A comparable relationship between boundaries, (burial) mounds and gallows/execution sites has also been observed in the northern part of the Netherlands (Luning & Van der Sanden 2010). As far as the southern part of the country is concerned, in addition to the archaeological examples discussed in the present article we also know of various chronicles and other official documents revealing this relationship between burial mounds, execution sites and boundaries. There is for example a document from 1420 defining the boundaries between Vierlingsbeek and Sambeek into the Peel region. This document tells us that one boundary runs from a pit near a farm called “ten Henegot” to the mound (a barrow?), where old father Morren was hanged.[6]

A second example concerns an early 16th-century chronicle by Peter van Os (Van Lith-Droogleever Fortuijn et al. 1997). This is an exceptionally interesting passage as it may be a historical reference to the gallows of the Zevenbergen cemetery. Van Os writes that in 1365 a list was drawn up of the rights of the Duke of Brabant in the Land of Herpen (later known as Land of Ravenstein, see above). The chronicle quotes as evidence that in the early 14th century the boundary between the Land of Herpen and the village of Nistelrode was been defined under the supervision of the high sheriff of ‘s Hertogenbosch, Jan van den Plas.[7] Seven occupants of Nistelrode were selected to point out the boundary, and this they did as follows.[8] They walked from Nistelrode:

[..] to the Witte Scilbergen [mounds] and pointed to a post where Sir Jan, the aforementioned sheriff, had installed the gallows; the aforementioned seven men then walked on from the Witten Scilbergen to Dedweg [a road] and from Dedweg on to Slabroek and from there on to Hanenberg [another mound], from there to Sleekberg [yet another mound] and into the centre of Erpt.[9]

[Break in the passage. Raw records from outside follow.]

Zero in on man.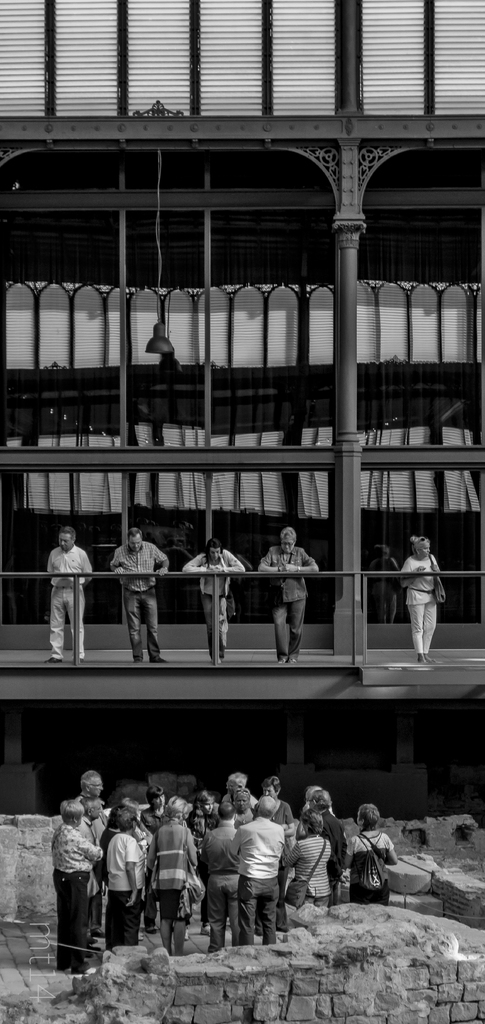
Zeroed in: <region>254, 525, 320, 665</region>.
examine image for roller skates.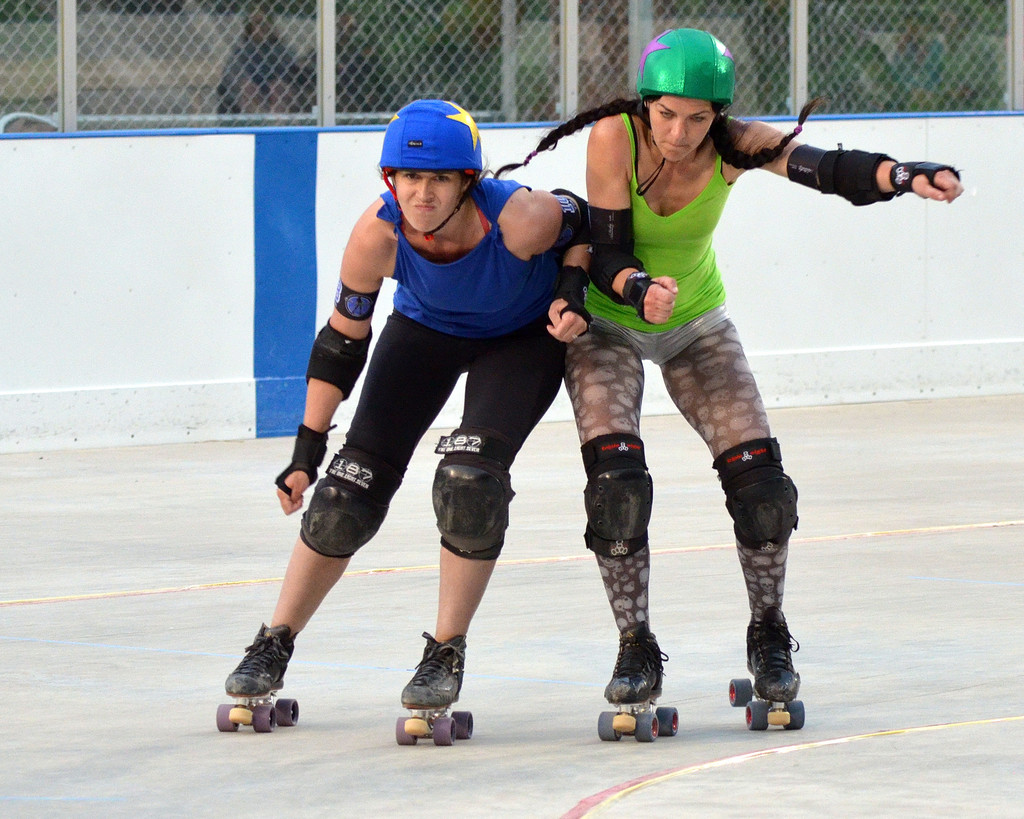
Examination result: 213, 619, 299, 734.
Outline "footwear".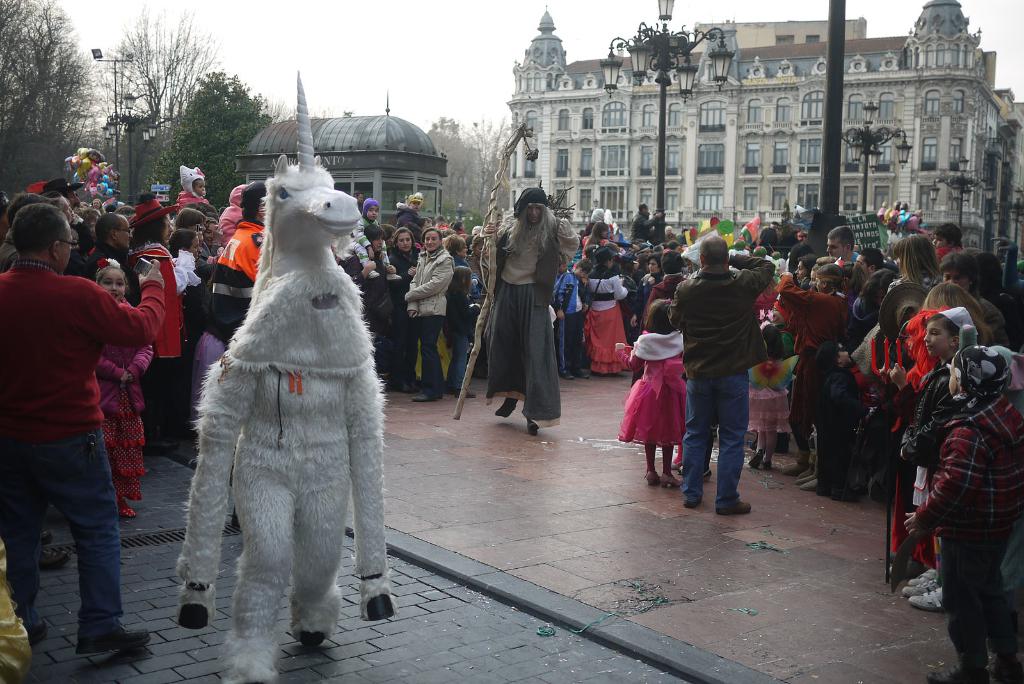
Outline: box(685, 495, 703, 511).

Many of the landmarks that are here referred to as boundary markers are ‘mounds’, probably artificially created elevations, so including burial mounds. We know for sure that there was an urnfield at Slabroek (Van Wijk & Jansen 2010). As noted above, the barrows near Berghem marked the boundary between the gemeint of Oss/Berghem and that of Nistelrode, but they also lay at the boundary between the Duchy of Brabant and the Land of Herpen (later Land of Ravenstein). This makes it very likely that the Zevenbergen cemetery was one of the landmarks pointed out by the seven occupants of Nistelrode. Insofar as their route can be reconstructed on the basis of surviving toponyms, the Witte Scilbergen (unfortunately the exact meaning of this toponym remains elusive) may very well relate to the Zevenbergen and Vorstengraf groups of barrows. In that case the reference to a gallows at this site, erected in the early 14th century by the high sheriff of ‘s-Hertogenbosch Jan van den Plas, could in fact relate to the gallows the remains of which were found during the excavation of the Zevenbergen cemetery.